New York, NY – Already facing more than a $1 million in fines for allegedly violating Fair Workweek rules, fast food giant Chipotle insists it is “working” on complying with city law — but employees who walked off the job in Midtown this week, say the fast food joint is just finding new ways to illegally mess with workers’ schedules.
“I can’t survive on the hours that are being picked and chosen to go to certain people,” Chipotle grill man Jeremy Pereyra said outside the 6th Avenue and W.56 Street eatery on Monday afternoon. “I feel that something has to change.”
Passed two years ago, the city’s Fair Workweek Law compels fast food chains to give workers “good faith estimates of when and how much they will work, predictable work schedules and the opportunity to work newly available shifts before hiring new workers.”
“We are finding out that stores, including the one we are standing in front of, are not complying with the law because they are trying to find loopholes to do scheduling in a different way,” Council Member Keith Powers [D-4th District] told LaborPress.
Instead of granting requests for additional hours, Pereyra and his co-workers say Chipotle managers continue to accept new hires, while encouraging existing employees like them to apply for additional shifts — at separate Chipotle outlets around town.
“Hello, Attached are the current open shifts available at Chipotle locations throughout your borough,” states an open shifts memo directed at Chipotle workers and obtained by LaborPress. “All open shits are considered temporary. You may accept all hours or a portion of the hours for the offered shift(s); however if choosing a partial shift the remaining shift hours can not be less than 3 hours.”
“This new ruse by Chipotle is a clear violation of the Fair Workweek Law,” 32BJ SEIU President Kyle Bragg said in a statement. “The law requires that fast food employers systematically offer existing employees open shifts before hiring new staff. But that’s not what workers are telling us is happening. Workers at the 56th & 6th store say their supervisors still hire new staff but tell current workers to apply to other Chipotle stores to fill open hours there. That is not how the law is supposed to work.”
SEIU — Service Employees International Union — successfully spearheaded the “Fight for $15” movement back in 2012, and 32BJ has been working closely with Chipotle workers throughout NYC in their fight to organize for better working conditions.
Last week, another group of Chipotle workers walked off the job at a Downtown eatery to protest ongoing Fair Workweek violations. The New York City Department of Consumer and Worker Protection [DCWP] is now investigating more than 20 Chipotle outlets throughout the city for allegedly violating the Fair Workweek Law.
Chipotle complains that the filing of those charges was “unnecessary” since the company has been “working cooperatively with the city to ensure we have systems and processes in place to comply with the law” and will “continue to cooperate with the city.” Chipotle also claims to be “addressing any prior noncompliance concerns.”
The fast food chain, however, might also be betting on the Supreme Court of the State of New York overturning NYC’s Fair Workweek law. Chipotle’s allies from the Restaurant Law Center issued a prior statement insisting “the judicial process should be completed before punitive enforcement action [against Chipotle] is taken.”
“This is about basic justice,” Powers said this week. “We passed a law here in New York City a few years ago — it wasn’t an academic exercise. It was meant to be followed. It was meant so that people like Jeremy and the folks that work here at this store and throughout the city get basic stability in their schedules, have an understanding of what their schedule is like and can build their lives around their jobs. They should not be left to wonder what their hours are going to be today. They shouldn’t be asked to go across town to go work at a different store.”
The chair of the City Council’s Criminal Justice Committee is not ruling out legislating stronger Fair Workweek rules and enforcement. At the same time, Powers says fast food workers are best served by a union.
“Having an entity representing them is still the best way to be organized,” he said.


- **TASK GOAL**
Filter the entries for lines with the word "loose".

[[ RECORDS TO PROCESS open ]]

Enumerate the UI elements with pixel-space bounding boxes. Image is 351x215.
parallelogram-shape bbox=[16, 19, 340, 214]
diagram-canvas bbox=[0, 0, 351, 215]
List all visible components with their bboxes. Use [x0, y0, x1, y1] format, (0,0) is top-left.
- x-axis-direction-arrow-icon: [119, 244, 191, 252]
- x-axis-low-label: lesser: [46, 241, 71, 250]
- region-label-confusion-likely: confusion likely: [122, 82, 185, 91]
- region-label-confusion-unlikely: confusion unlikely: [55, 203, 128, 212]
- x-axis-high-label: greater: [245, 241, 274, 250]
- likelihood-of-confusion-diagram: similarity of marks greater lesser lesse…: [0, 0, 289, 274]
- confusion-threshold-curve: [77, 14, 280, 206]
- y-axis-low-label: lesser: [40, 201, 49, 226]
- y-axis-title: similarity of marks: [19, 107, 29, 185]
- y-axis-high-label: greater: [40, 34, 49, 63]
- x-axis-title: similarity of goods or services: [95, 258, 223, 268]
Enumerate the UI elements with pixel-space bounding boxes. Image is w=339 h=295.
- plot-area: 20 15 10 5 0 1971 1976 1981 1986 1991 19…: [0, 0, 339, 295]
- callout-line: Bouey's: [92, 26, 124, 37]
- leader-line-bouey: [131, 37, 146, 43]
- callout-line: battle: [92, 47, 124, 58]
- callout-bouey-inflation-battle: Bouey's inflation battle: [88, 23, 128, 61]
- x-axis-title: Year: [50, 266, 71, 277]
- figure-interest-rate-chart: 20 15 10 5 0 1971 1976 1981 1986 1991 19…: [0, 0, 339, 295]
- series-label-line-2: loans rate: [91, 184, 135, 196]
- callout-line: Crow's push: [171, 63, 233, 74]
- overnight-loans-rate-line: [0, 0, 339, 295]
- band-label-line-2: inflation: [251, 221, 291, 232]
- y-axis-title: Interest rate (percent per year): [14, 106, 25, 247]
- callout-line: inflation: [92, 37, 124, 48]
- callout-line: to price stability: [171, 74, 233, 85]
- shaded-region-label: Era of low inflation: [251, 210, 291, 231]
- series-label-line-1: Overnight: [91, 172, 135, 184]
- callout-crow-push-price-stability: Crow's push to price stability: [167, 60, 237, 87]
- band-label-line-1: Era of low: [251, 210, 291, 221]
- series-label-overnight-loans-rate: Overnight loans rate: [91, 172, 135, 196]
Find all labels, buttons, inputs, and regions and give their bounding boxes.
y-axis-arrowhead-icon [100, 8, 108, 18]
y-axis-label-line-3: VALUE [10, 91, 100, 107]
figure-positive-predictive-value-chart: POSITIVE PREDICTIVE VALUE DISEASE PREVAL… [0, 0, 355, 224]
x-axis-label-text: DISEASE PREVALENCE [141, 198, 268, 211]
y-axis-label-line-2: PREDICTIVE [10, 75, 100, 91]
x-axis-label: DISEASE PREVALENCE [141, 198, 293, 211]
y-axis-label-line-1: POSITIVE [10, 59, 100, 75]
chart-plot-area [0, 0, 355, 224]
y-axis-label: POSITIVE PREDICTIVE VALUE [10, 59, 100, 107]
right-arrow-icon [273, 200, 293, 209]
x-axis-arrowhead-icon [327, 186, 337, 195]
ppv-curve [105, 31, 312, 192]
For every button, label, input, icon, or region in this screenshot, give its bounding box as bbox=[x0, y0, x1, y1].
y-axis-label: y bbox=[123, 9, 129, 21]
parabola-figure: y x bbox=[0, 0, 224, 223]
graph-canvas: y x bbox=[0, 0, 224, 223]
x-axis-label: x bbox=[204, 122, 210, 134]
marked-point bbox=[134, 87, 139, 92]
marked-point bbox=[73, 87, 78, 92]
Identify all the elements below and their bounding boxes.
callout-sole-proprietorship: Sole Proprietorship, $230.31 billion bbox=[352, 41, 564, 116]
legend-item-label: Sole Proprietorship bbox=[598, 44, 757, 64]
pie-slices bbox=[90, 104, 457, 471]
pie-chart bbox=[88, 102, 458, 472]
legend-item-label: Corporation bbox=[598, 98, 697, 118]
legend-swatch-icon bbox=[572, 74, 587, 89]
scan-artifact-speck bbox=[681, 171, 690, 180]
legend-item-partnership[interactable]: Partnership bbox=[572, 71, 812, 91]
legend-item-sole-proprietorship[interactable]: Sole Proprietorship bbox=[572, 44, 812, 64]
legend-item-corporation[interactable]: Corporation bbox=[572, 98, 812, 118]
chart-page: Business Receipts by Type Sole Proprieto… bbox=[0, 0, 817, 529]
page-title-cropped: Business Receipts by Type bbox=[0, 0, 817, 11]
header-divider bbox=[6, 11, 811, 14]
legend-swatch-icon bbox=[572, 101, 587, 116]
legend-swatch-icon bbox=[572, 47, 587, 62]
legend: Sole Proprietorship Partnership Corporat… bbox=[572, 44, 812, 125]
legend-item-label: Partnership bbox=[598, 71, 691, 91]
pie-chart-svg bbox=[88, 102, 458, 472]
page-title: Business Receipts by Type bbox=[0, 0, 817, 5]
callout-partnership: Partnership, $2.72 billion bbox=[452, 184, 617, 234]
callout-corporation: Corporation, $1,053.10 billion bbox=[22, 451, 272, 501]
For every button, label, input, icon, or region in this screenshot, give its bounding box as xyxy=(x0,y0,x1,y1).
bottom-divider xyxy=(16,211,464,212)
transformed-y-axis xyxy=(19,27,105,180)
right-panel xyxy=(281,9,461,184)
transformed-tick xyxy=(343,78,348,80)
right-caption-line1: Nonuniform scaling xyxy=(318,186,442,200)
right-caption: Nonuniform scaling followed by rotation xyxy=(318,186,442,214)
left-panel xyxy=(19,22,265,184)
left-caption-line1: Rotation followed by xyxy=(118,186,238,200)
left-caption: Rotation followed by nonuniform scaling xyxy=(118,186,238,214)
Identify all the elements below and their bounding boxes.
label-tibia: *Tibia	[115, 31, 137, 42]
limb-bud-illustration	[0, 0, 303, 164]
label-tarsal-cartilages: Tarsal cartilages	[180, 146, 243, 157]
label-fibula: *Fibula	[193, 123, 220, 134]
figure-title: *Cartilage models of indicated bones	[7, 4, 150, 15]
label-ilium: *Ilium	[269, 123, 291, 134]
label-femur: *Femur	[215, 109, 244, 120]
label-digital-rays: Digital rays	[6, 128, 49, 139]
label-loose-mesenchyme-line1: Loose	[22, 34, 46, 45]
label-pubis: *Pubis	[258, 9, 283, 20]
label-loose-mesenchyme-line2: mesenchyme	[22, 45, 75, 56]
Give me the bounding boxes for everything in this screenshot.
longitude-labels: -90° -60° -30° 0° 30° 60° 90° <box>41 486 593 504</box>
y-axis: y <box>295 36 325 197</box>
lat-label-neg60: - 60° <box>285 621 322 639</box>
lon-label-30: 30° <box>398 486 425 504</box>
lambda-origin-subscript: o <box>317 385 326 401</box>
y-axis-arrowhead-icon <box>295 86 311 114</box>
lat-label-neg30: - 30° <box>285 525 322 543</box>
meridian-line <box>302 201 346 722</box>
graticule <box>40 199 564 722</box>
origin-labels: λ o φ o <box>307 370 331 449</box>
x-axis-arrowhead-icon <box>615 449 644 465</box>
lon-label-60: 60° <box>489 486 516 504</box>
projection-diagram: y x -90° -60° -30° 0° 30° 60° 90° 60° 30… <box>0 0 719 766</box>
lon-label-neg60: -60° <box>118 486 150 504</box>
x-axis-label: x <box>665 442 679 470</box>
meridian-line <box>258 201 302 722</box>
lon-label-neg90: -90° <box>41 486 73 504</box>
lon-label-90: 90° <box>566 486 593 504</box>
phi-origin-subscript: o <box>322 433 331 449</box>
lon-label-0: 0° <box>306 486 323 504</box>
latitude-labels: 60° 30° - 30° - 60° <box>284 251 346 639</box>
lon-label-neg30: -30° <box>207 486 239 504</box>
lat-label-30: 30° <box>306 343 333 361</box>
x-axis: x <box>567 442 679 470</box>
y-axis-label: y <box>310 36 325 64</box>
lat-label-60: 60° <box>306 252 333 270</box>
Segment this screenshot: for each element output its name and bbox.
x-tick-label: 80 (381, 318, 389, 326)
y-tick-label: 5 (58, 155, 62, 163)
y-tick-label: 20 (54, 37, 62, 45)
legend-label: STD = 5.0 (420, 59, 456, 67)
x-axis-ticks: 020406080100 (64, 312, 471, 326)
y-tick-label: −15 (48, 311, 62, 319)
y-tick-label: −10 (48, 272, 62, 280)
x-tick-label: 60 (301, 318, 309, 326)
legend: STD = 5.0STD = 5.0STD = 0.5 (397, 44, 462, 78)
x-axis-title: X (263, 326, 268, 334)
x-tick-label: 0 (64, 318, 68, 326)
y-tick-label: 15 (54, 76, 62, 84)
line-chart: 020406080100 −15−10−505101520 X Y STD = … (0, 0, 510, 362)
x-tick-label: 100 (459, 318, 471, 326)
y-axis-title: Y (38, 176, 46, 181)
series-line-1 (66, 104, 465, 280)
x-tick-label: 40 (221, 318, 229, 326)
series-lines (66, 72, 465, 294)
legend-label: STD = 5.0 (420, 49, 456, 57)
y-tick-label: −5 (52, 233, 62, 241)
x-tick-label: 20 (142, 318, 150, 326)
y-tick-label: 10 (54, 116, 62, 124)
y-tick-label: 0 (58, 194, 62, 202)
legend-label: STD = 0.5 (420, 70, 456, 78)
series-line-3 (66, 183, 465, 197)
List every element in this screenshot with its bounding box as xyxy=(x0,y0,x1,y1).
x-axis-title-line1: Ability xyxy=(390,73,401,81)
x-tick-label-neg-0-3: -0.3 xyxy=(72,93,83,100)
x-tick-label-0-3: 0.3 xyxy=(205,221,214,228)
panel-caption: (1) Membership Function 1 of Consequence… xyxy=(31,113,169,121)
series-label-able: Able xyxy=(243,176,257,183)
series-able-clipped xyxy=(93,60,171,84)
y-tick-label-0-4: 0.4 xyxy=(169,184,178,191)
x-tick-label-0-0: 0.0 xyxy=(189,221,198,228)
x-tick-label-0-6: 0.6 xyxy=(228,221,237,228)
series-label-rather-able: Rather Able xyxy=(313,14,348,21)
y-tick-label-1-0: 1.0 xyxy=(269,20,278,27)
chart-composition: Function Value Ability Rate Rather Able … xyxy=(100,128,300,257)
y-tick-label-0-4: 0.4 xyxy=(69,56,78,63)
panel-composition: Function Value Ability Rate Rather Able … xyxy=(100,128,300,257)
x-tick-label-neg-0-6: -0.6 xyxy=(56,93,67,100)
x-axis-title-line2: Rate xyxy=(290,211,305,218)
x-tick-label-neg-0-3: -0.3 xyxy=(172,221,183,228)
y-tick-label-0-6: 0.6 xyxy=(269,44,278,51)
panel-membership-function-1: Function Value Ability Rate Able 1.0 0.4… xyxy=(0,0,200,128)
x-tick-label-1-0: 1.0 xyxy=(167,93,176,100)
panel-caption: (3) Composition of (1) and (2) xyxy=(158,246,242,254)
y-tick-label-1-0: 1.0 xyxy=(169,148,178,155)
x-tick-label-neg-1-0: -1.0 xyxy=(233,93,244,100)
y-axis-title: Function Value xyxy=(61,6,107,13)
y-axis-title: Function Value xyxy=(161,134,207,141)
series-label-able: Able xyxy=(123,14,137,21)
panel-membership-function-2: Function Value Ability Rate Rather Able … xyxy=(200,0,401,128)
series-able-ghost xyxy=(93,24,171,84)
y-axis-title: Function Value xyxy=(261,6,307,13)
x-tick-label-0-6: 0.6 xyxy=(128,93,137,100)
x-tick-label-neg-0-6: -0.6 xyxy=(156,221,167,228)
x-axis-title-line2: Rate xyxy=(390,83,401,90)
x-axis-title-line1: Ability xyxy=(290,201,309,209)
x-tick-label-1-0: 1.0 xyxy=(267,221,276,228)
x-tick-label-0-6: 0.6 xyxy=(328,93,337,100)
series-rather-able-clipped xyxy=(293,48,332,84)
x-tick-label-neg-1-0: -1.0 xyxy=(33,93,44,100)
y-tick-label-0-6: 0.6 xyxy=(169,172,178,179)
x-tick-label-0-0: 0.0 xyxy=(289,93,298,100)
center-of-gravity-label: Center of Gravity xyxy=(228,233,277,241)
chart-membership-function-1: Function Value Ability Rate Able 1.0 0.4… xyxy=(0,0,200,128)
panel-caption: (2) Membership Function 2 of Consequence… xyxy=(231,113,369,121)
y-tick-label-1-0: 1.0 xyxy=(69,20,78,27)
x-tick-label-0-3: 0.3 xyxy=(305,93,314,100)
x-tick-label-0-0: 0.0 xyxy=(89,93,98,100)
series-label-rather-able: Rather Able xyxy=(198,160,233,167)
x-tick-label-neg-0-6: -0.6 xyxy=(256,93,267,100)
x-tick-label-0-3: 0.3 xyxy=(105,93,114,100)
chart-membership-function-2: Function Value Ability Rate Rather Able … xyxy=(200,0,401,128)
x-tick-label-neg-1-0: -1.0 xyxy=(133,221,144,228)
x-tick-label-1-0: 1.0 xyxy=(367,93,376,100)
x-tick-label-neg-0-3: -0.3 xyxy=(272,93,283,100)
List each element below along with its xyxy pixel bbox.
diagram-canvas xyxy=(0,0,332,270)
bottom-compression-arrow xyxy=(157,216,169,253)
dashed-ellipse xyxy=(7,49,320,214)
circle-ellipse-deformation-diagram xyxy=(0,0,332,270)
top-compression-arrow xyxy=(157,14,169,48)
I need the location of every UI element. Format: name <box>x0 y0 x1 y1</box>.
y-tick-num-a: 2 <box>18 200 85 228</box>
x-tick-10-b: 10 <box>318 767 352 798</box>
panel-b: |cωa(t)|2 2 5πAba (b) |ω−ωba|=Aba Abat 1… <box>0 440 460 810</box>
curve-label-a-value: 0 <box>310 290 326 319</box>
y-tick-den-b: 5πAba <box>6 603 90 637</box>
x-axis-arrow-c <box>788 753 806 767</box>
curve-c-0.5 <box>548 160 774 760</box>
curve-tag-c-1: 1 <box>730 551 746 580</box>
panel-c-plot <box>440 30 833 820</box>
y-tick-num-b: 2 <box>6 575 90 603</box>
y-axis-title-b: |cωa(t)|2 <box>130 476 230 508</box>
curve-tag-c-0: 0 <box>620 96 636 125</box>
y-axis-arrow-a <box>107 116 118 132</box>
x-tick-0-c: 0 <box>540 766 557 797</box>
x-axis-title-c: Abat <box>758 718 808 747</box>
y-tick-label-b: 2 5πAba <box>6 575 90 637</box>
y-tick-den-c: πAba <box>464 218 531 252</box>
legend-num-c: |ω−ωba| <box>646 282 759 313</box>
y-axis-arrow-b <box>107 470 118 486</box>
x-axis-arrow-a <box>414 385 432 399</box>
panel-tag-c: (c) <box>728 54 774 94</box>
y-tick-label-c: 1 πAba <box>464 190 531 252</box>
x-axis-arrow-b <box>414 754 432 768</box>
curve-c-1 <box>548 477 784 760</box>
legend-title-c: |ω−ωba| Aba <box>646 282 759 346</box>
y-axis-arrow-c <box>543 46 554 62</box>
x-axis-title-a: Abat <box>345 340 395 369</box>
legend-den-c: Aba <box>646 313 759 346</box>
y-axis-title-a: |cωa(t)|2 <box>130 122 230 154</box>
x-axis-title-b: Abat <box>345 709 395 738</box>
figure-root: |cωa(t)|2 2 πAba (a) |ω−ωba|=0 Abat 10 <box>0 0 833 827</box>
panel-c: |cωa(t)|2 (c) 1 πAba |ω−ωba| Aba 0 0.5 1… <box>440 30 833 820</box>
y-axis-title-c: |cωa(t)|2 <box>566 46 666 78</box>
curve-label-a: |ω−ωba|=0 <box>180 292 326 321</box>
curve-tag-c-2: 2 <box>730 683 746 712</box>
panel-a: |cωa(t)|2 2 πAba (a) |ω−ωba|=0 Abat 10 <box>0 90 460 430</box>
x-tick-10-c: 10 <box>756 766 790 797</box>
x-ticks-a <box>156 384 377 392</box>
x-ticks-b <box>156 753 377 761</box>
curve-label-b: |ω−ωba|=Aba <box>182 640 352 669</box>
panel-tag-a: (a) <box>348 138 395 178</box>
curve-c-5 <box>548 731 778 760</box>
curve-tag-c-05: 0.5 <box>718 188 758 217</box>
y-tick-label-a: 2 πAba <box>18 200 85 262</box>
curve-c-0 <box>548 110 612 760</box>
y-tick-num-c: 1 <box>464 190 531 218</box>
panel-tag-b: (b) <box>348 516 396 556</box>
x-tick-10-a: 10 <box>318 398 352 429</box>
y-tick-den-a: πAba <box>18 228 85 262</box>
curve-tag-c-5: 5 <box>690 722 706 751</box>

[[ RECORDS TO PROCESS closed ]]

- **WORKED SOLUTION**
label-loose-mesenchyme-line1: Loose	[22, 34, 46, 45]
label-loose-mesenchyme-line2: mesenchyme	[22, 45, 75, 56]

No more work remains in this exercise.